Right, so, Planets are big places. In Disco, they hold about 98% of the population. This has a couple implications: the first that they hold more than one faction, and probably many factions (for instance, Planet Manhattan, while nominally under the control of the LPI, has regions which are owned by Ageria, or DSE, or Universal, enclaves run by the xeno movement, rogue bases, etc). To say any of the criminal factions of a system cannot land on its nominally lawful planet seems a bit ridiculous, but with the Docking ring, one expects, as the current rules seem to indicate, that only the system powers would ever land on a planet, and that planetary powers generally have everything in hand. I'd argue that this is very much not the case, and that, even though planets are nominally lawful, it shouldn't be a breach of rules or rp for an unlawful, or even an enemy agent of another house, to land there.
Secondly, Docking Rings are....rings. In space. For...landing. But once through the ring? Your ship continues to fly through the air, under its own power. Sooo...explain that to me? Ideally, I'd argue that docking rings should be removed altogether, and the planet's death feild replaced with a docking area....but I do not believe docking areas can be that big (correct me if I'm wrong?), but only a docking area that will accept smallish ships. Larger ships should be moored, as atmospheric entry....you can imagine.
My best guess is that docking rings guide a landing ship on the appropriate entry vector. If you enter a planet's atmosphere at the wrong angle or velocity, you burn up.
' Wrote:My best guess is that docking rings guide a landing ship on the appropriate entry vector. If you enter a planet's atmosphere at the wrong angle or velocity, you burn up.
Actually, angle has nothing to do with that, and a gate can't do much for your velocity. The trick is to not fall hard enough to 'burn up'
If you hit the atmosphere at the wrong angle, you bounce off of it. Honest. The burning comes from friction.
Actually,will you bounce off it or not depends about angle in which you enter atmosphere.If angle between ship and atmosphere is too small you will bounce off for sure.
Docking ring sets your ship in proper angle and sets recommended speed for entering atmosphere.
I think they could be removed as well. The logic of docking rink is .. idk not very good. I've seen much better ideas.
There could be an effect added with docking ring: the docking rings would apply a blue film on your ship (making it blue as if covered by it. And that blue film wold be something that protects ships from the friction at landing.)
' Wrote:Right, so, Planets are big places. In Disco, they hold about 98% of the population. This has a couple implications: the first that they hold more than one faction, and probably many factions (for instance, Planet Manhattan, while nominally under the control of the LPI, has regions which are owned by Ageria, or DSE, or Universal, enclaves run by the xeno movement, rogue bases, etc). To say any of the criminal factions of a system cannot land on its nominally lawful planet seems a bit ridiculous, but with the Docking ring, one expects, as the current rules seem to indicate, that only the system powers would ever land on a planet, and that planetary powers generally have everything in hand. I'd argue that this is very much not the case, and that, even though planets are nominally lawful, it shouldn't be a breach of rules or rp for an unlawful, or even an enemy agent of another house, to land there.
Secondly, Docking Rings are....rings. In space. For...landing. But once through the ring? Your ship continues to fly through the air, under its own power. Sooo...explain that to me? Ideally, I'd argue that docking rings should be removed altogether, and the planet's death feild replaced with a docking area....but I do not believe docking areas can be that big (correct me if I'm wrong?), but only a docking area that will accept smallish ships. Larger ships should be moored, as atmospheric entry....you can imagine.
Thus the difference between make believe and reality. There's way too many people here that wanna make these rings and mooring fixtures into something that could be real ... but you'd have to break the laws of physics (specifically orbital mechanics) to get them to work. Keep in mind that ALL planets, bases, stations, mines, rocks, etc are static (ie: they don't orbit around the central sun).
So ... until someone can get the game to emulate reality we gotta work with what we got. Unfortunately we gotta deal with the micro-role players who can come up with the most interesting excuses for why YOU have to act the way they expect you to ... funny how the stuff never applies to them though.
I agree with Unseelie, the reliance on 'docking rings' makes little sense, and the idea that a single small ship couldn't land anywhere on a planet without being noticed is a little silly.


## [ACTIVITY]
Instruction for the data below: set down exactly the lines from the line with "You are a GUI" to the line with "Task: Click on the a: Quick Ticket", inclusive, and no others.

====== INPUT DATA ======

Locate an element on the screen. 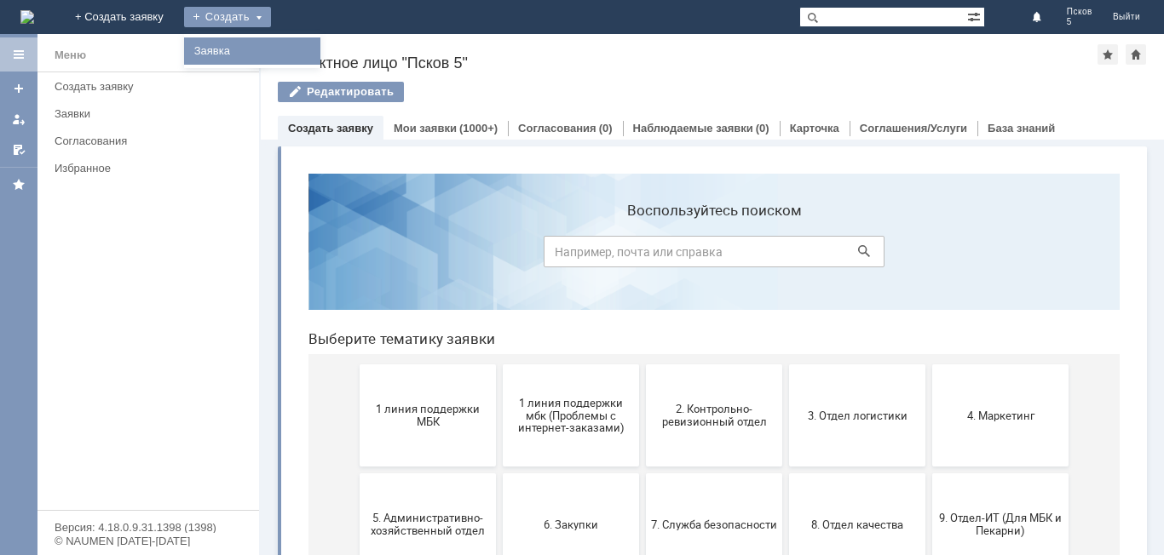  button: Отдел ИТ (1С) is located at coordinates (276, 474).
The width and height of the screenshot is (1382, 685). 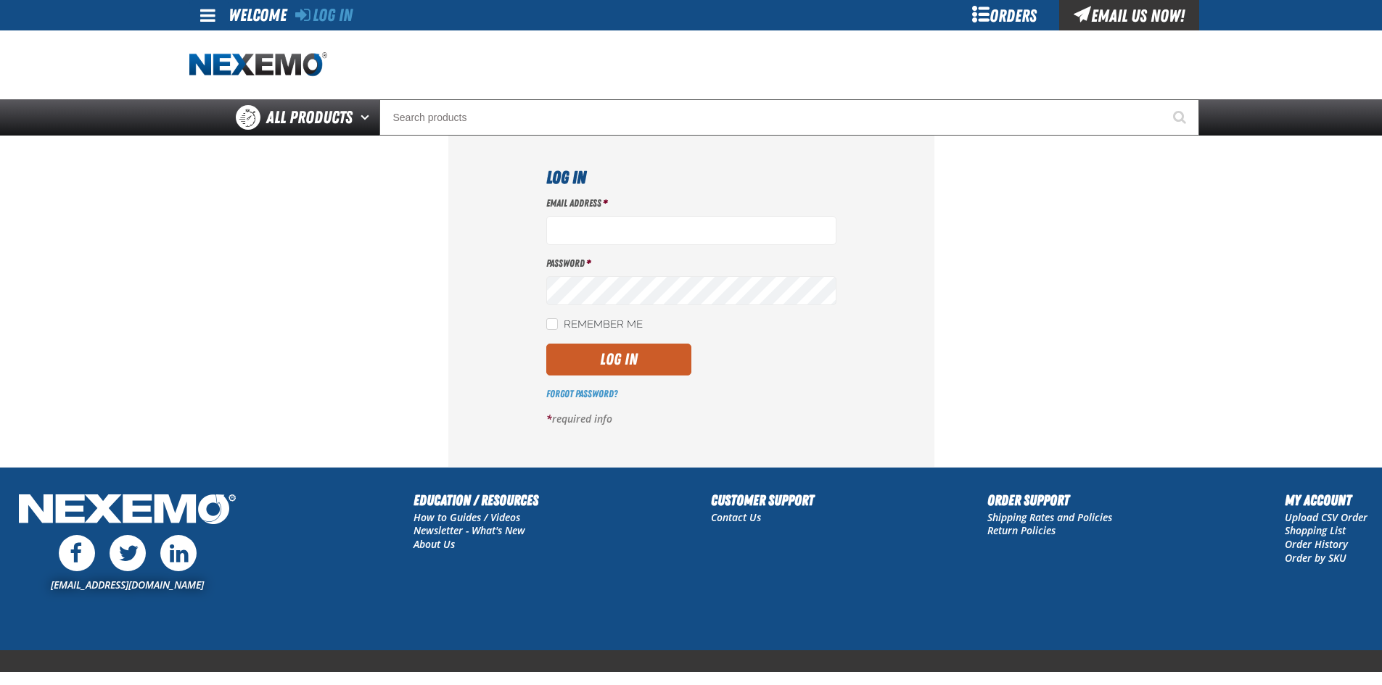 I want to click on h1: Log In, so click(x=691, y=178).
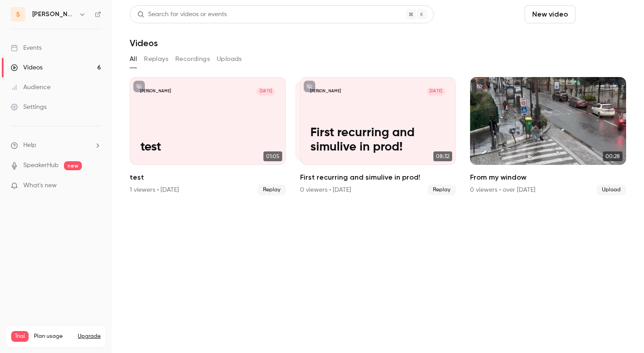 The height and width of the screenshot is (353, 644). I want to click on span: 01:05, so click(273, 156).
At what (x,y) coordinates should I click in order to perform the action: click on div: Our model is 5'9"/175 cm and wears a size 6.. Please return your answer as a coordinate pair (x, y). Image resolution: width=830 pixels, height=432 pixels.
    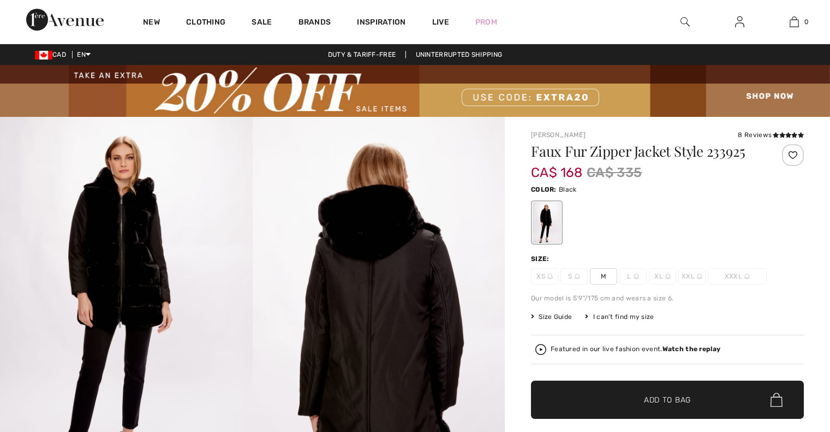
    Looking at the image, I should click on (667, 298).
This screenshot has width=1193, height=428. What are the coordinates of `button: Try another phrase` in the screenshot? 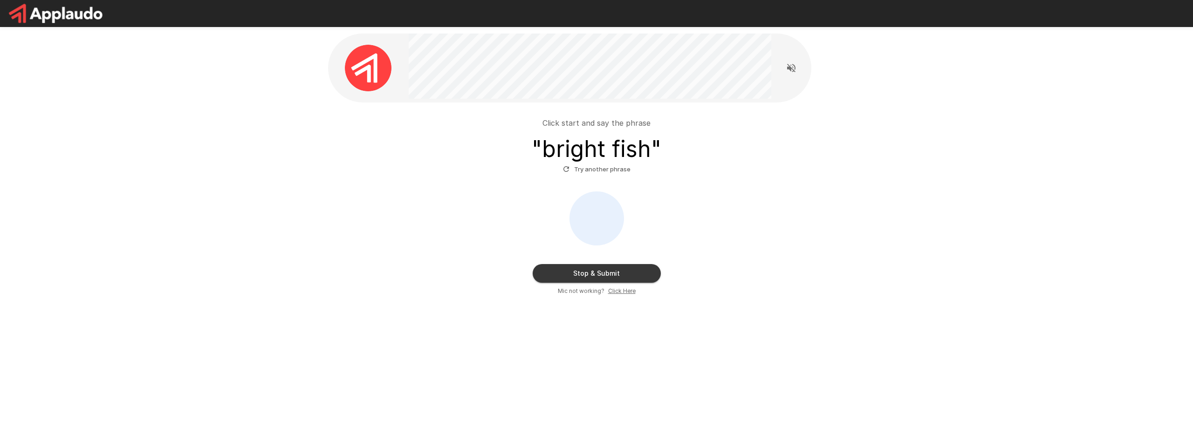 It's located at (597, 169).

======
====== INPUT DATA ======

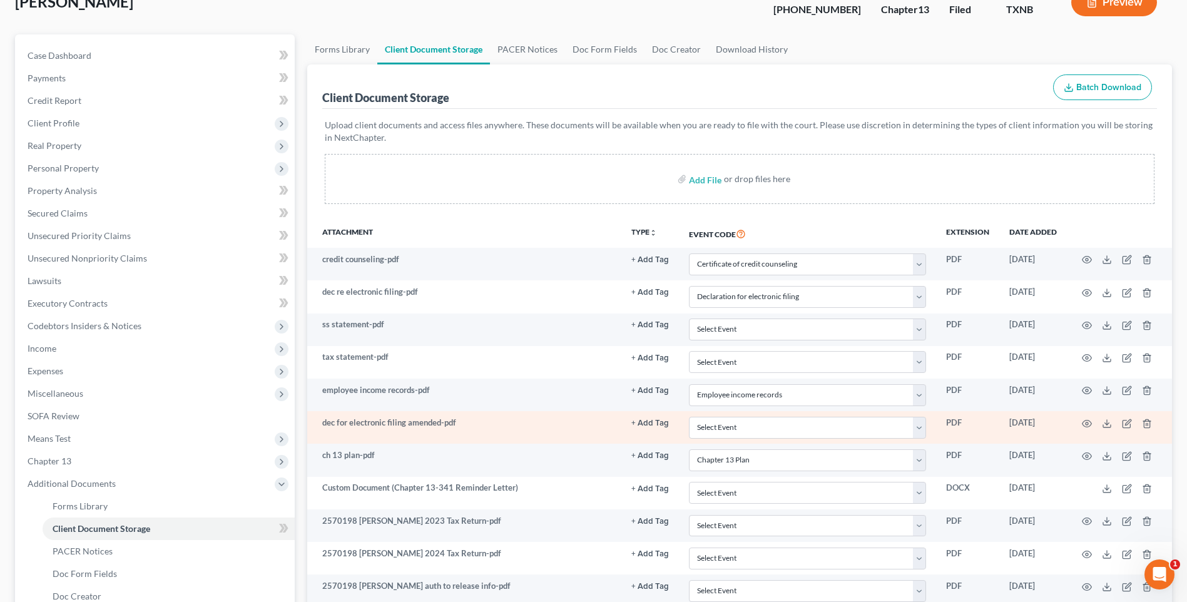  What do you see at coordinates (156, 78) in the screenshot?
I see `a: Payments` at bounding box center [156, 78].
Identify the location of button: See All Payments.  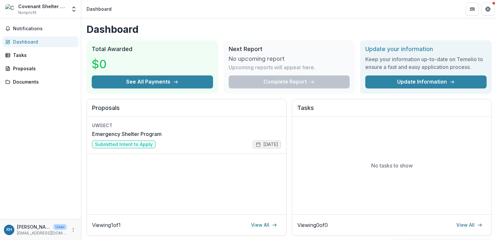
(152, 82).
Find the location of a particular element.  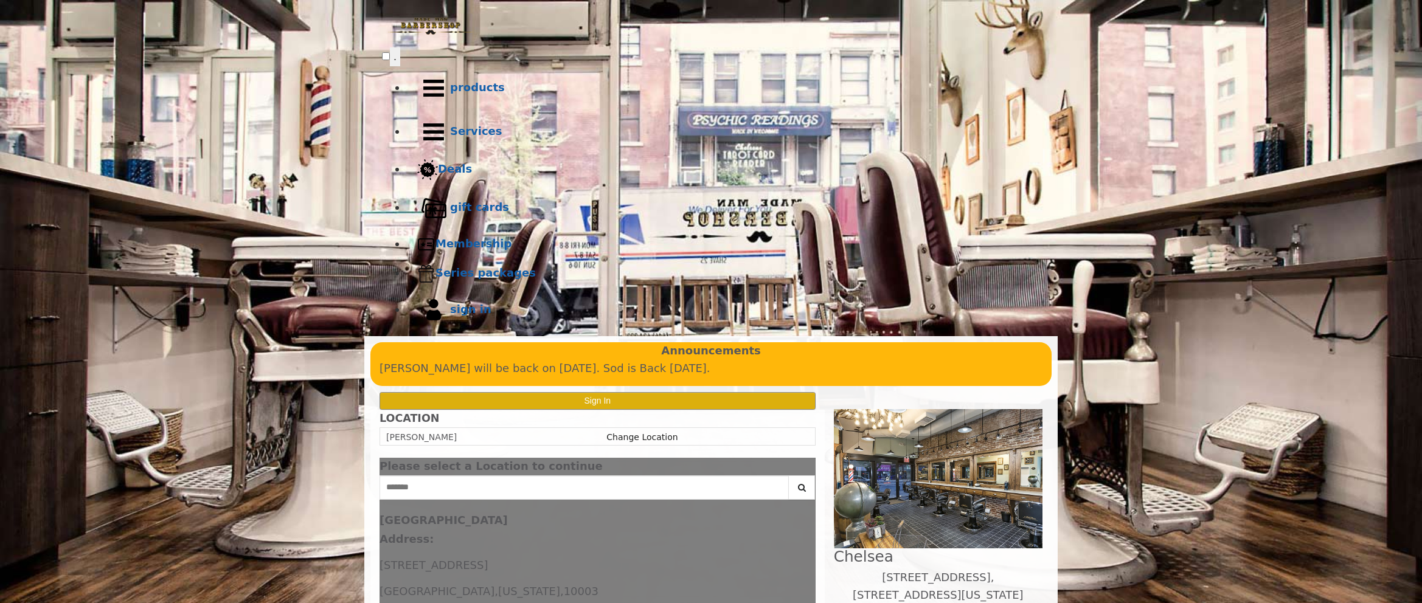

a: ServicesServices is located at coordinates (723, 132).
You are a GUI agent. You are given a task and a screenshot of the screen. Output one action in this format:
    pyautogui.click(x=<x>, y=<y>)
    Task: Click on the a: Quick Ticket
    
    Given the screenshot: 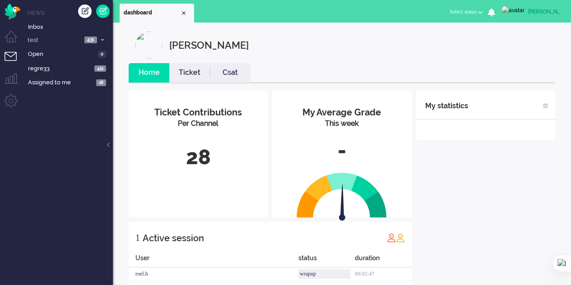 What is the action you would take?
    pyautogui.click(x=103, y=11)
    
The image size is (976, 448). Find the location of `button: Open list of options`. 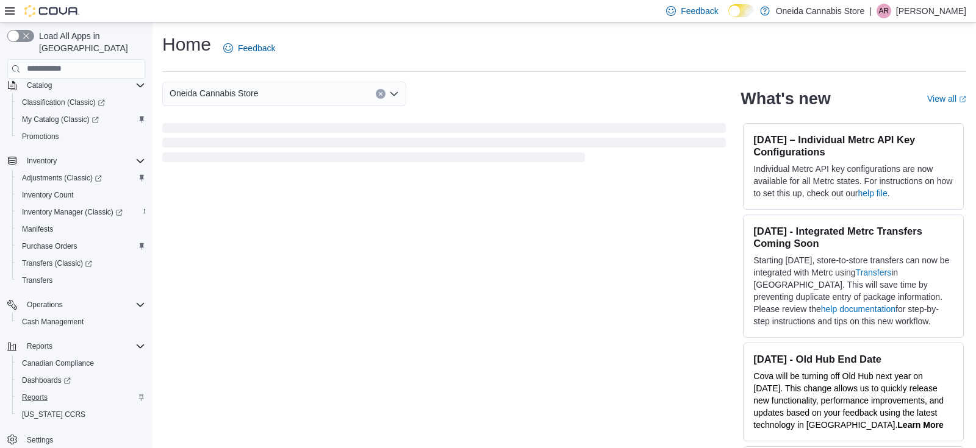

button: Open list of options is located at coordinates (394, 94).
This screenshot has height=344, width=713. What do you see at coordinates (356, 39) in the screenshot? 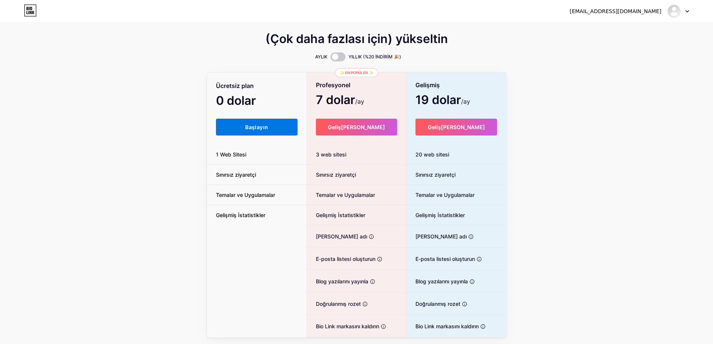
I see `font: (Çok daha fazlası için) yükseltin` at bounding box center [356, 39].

======

## [REPLY]
You are a GUI agent. You are given a task and a screenshot of the screen. Output one action in this format:
    pyautogui.click(x=<x>, y=<y>)
    Task: Click on the a: Quick Ticket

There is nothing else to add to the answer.